As mentioned, the problem with coloring is not that you see the color, the problem is that you can't abstract over the colors.
Effectful languages basically add user-definable "colors", but they let you write e.g. a `map` function that itself turns color based on its parameter (e.g. becoming async if an async function is passed).
I think talking about colouring often misses the point. Sync & async code are fundamentally different; languages without coloured functions make everything async. Everything in go (for instance) is running in an async runtime, and it's all preemptable.
> I don't want to find out my math library is caching results on disk, or allocating megabytes to memoize. I want to know what functions I can use in a freestanding environment, or somewhere resource constrained.
On that vein, I would often like to know whether the function I can is creating a task/thread/greenlet/whatever that will continue executing, concurrently, after it returns. Making that be part of the signature is approximately called “structured concurrency”, and Zig’s design seems to conflate that with taking an io parameter. This seems a bit disappointing to me.
> A function that doesn't take an Io argument but wants to call another function that requires an Io argument can't.
Why? Can’t you just create an instance of an Io of whatever flavor you prefer and use that?

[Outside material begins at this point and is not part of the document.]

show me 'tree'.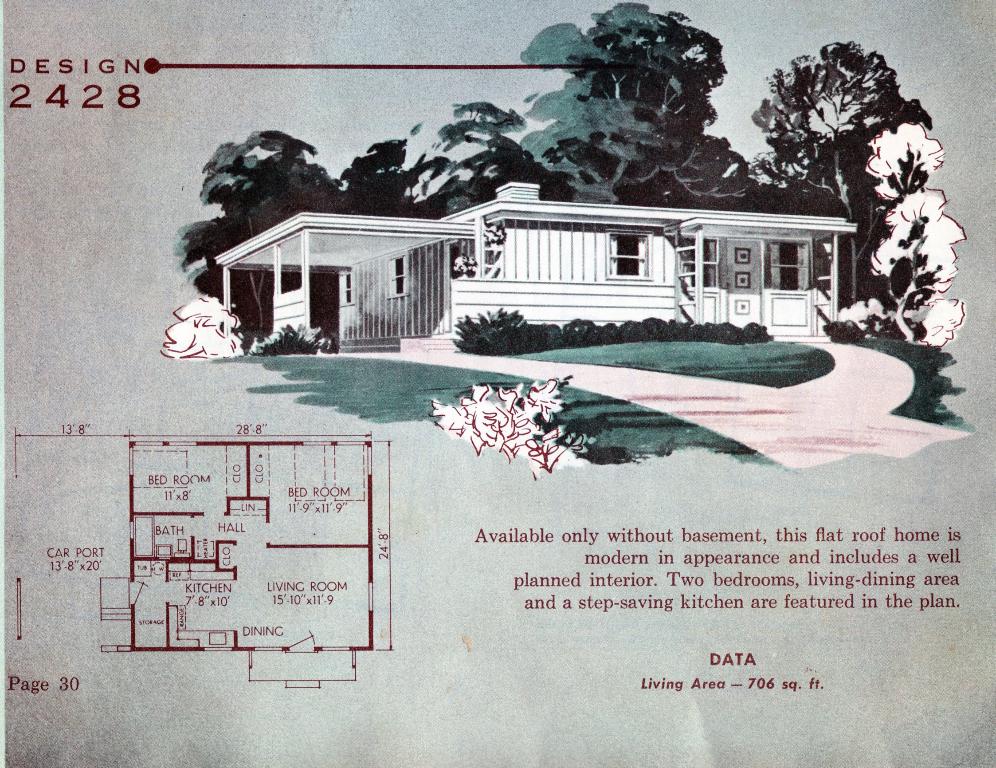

Or keep one around for use repeatedly?
The whole “hide a global event loop behind language syntax” is an example of a leaky abstraction which is also restrictive. The approach here is explicit and doesn’t bind functions to hidden global state.
Is that a problem in practice though? Zig already has this same situation with its memory allocators; you can't allocate memory unless you take a parameter. Now you'll just have to take a memory allocator AND an additional io object. Doesn't sound very ergonomic to me, but if all Zig code conforms to this scheme, in practice there will only-one-way-to-do-it. So one of the colors will never be needed, or used.